Home > Overseas Investment News > China Mobile may buy Brazil's Oi unit
China Mobile may buy Brazil's Oi unit
2017-09-25
Brief:China's largest phone company is in talks with Brazil's telecom regulator on buying the mobile phone division of Oi SA.
People walk in front of the headquarters of the Brazil's largest fixed-line telecoms group Oi in Rio de Janeiro, Brazil.
 
China's largest phone company is in talks with Brazil's telecom regulator on buying the mobile phone division of Oi SA.
 
A report by Exame magazine said China Mobile Ltd is keen to take over the telecom company, which is under bankruptcy protection.
 
China Mobile would not take up overdue fines the carrier owes under the deal it discussed with Agencia Nacional de Telecomunicacoes, or Anatel, Exame stated, without saying where it received the information.
 
Anatel confirmed it talked about an Oi acquisition with China Mobile and China Development Bank on Sept 11, according to the report.
 
A deal for Oi, which has about $19 billion in debts, would be the State-owned Chinese carrier's first overseas buyout and would come amid a crackdown by regulators on financing for outbound acquisitions.
 
Anatel is Oi's largest individual creditor, with $3.5 billion in fines accumulated during Oi's 20 years of operations.
 
The company, which is the sole phone-services provider in hundreds of Brazilian cities, has failed to present a firm recovery plan to the regulatory agency, which had set a deadline of Aug 23.
 
China Mobile opened an office in Sao Paulo this month, Exame reported, without saying where it got the information.
 
An email to Anatel seeking comment outside business hours was not immediately returned.
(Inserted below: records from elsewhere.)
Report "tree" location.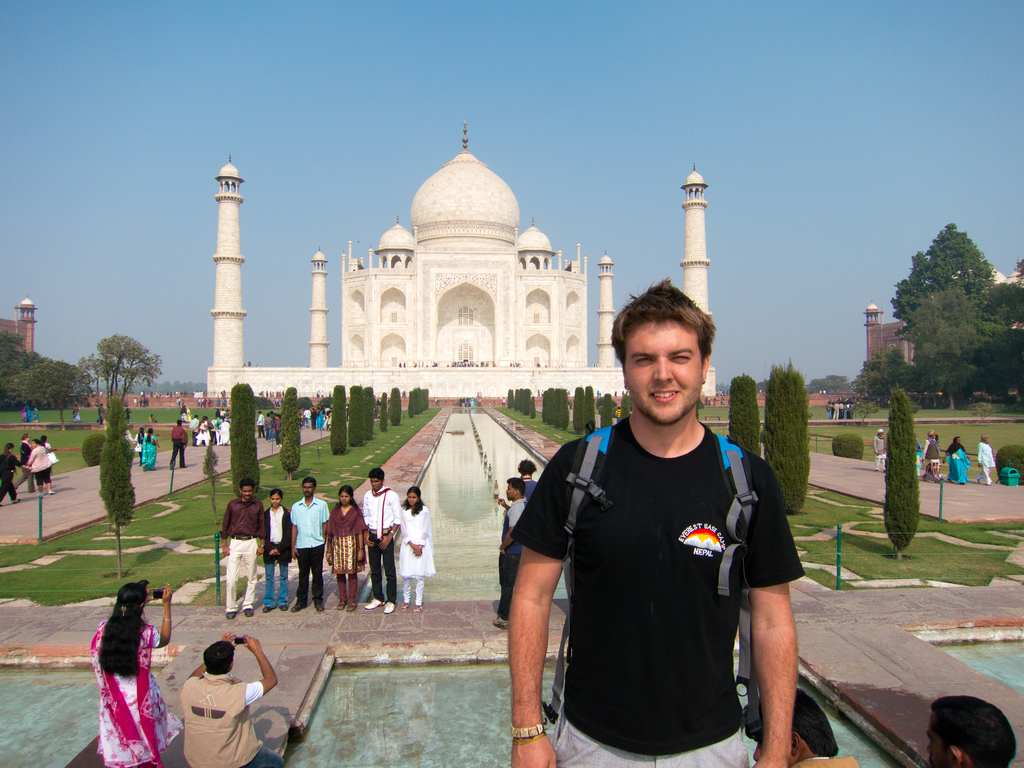
Report: left=527, top=394, right=532, bottom=418.
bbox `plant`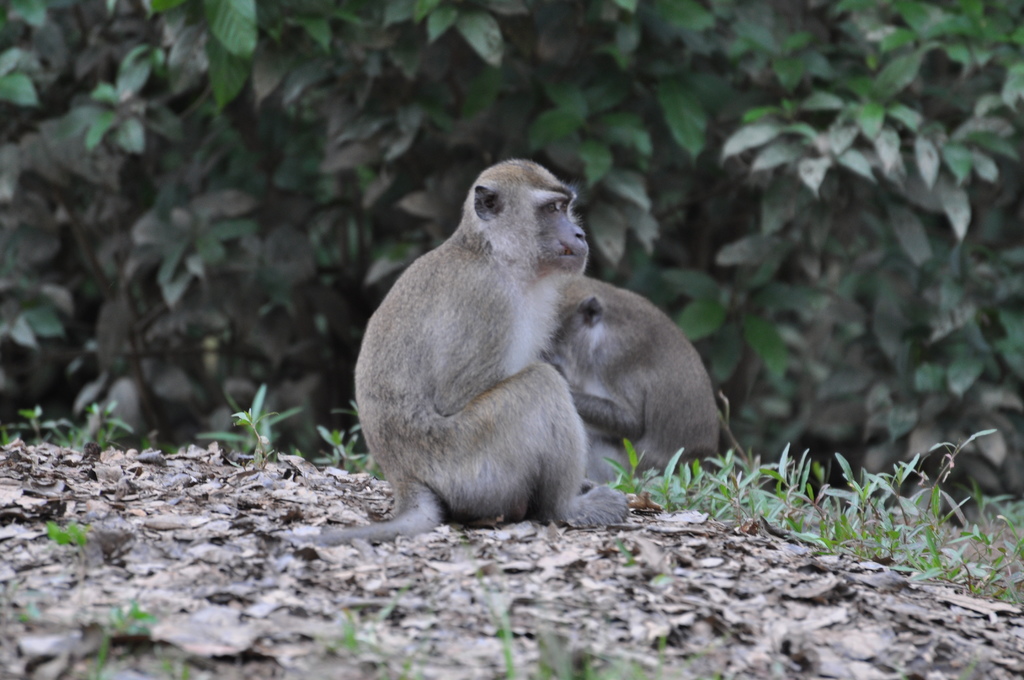
pyautogui.locateOnScreen(49, 508, 102, 576)
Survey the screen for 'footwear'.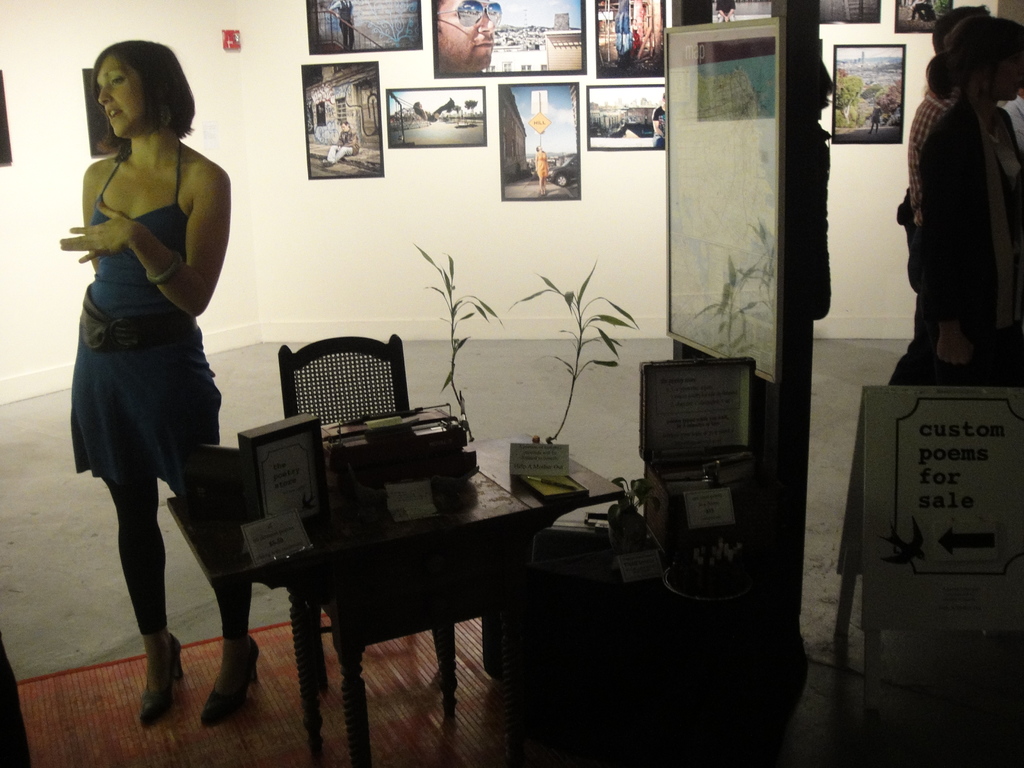
Survey found: box(134, 631, 190, 726).
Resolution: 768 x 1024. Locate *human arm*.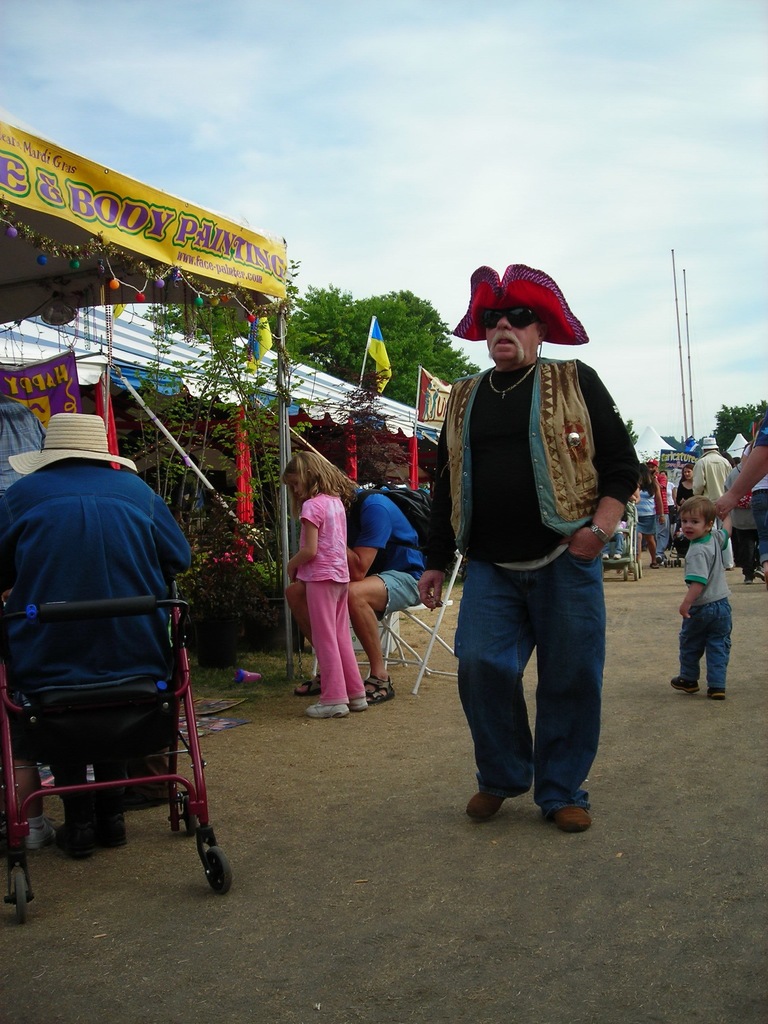
region(675, 541, 710, 620).
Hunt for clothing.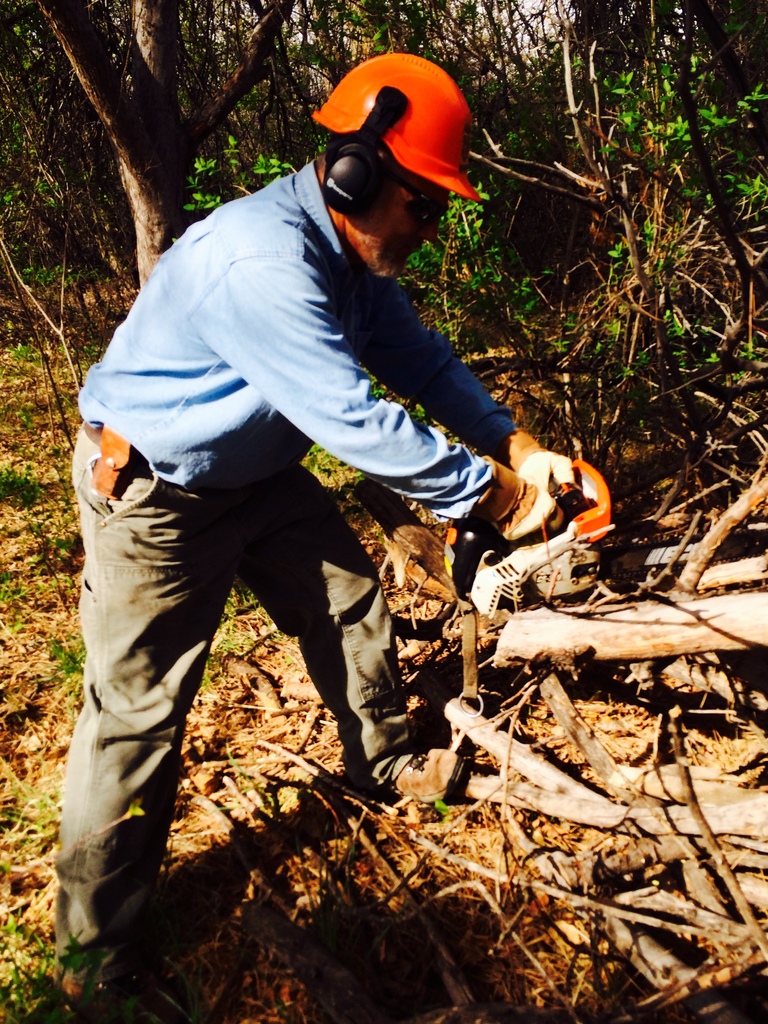
Hunted down at bbox=(80, 96, 561, 780).
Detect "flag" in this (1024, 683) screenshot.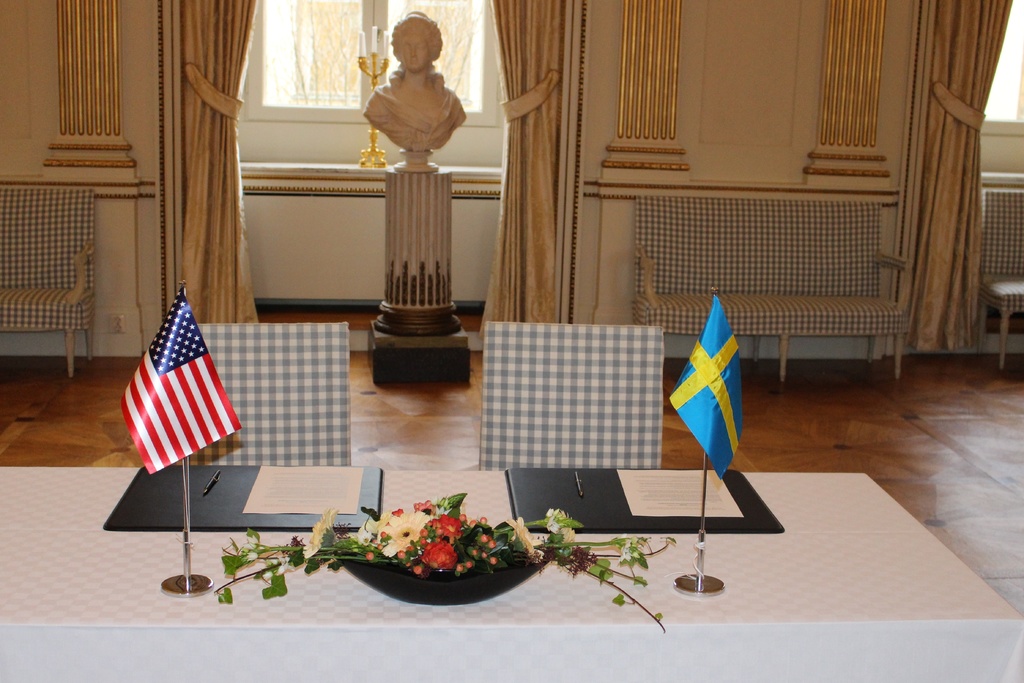
Detection: <region>668, 293, 745, 482</region>.
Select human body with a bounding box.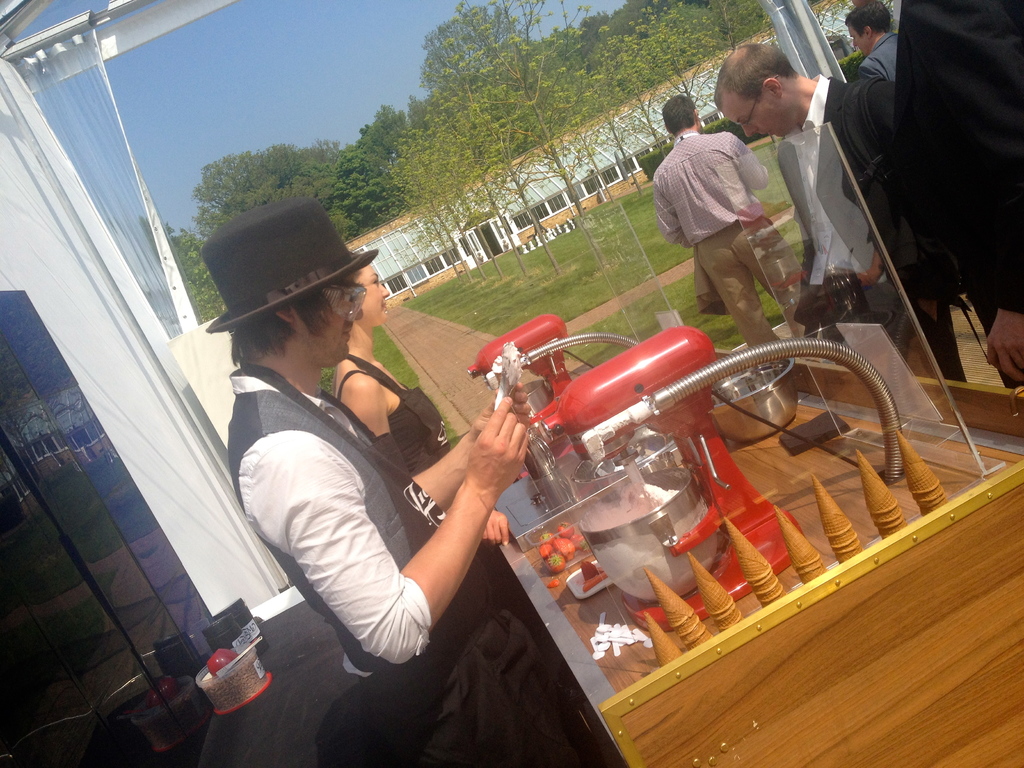
{"x1": 860, "y1": 32, "x2": 898, "y2": 81}.
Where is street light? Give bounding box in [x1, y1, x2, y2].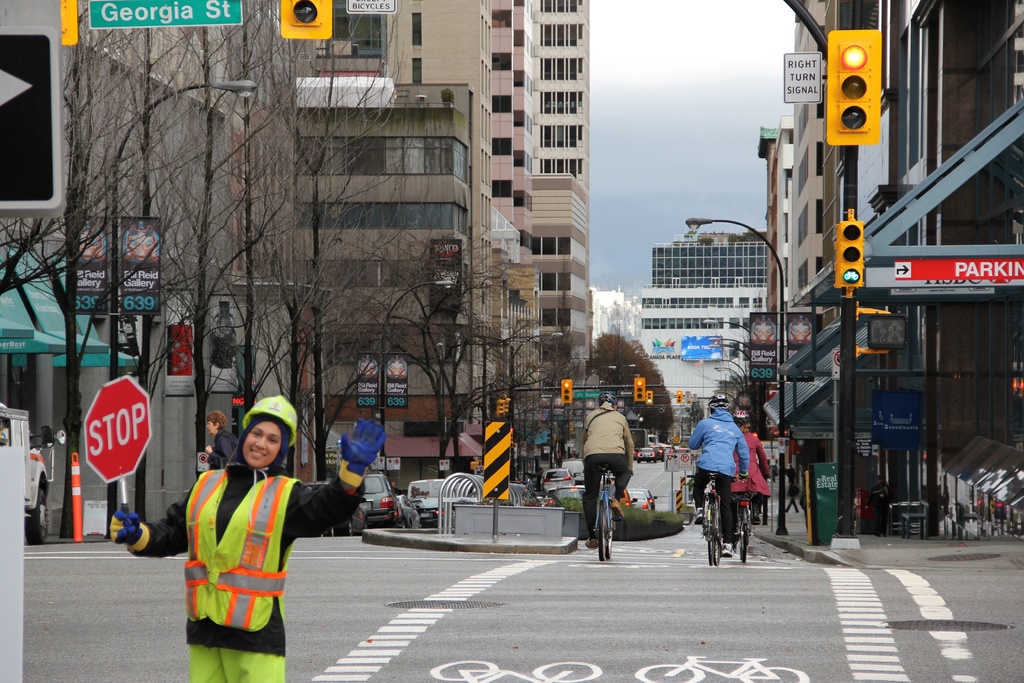
[383, 279, 457, 457].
China Mobile did not immediately respond to a request for comment.
 
After months of delays marked by infighting among shareholders and bondholders, the Brazilian phone carrier is facing intensifying pressure to wrap up a process that has dragged on for more than a year.
 
The company lost almost six million clients in Brazil in the first year under bankruptcy protection, and CEO Marco Schroeder last month said the group needs a capital boost sooner rather than later.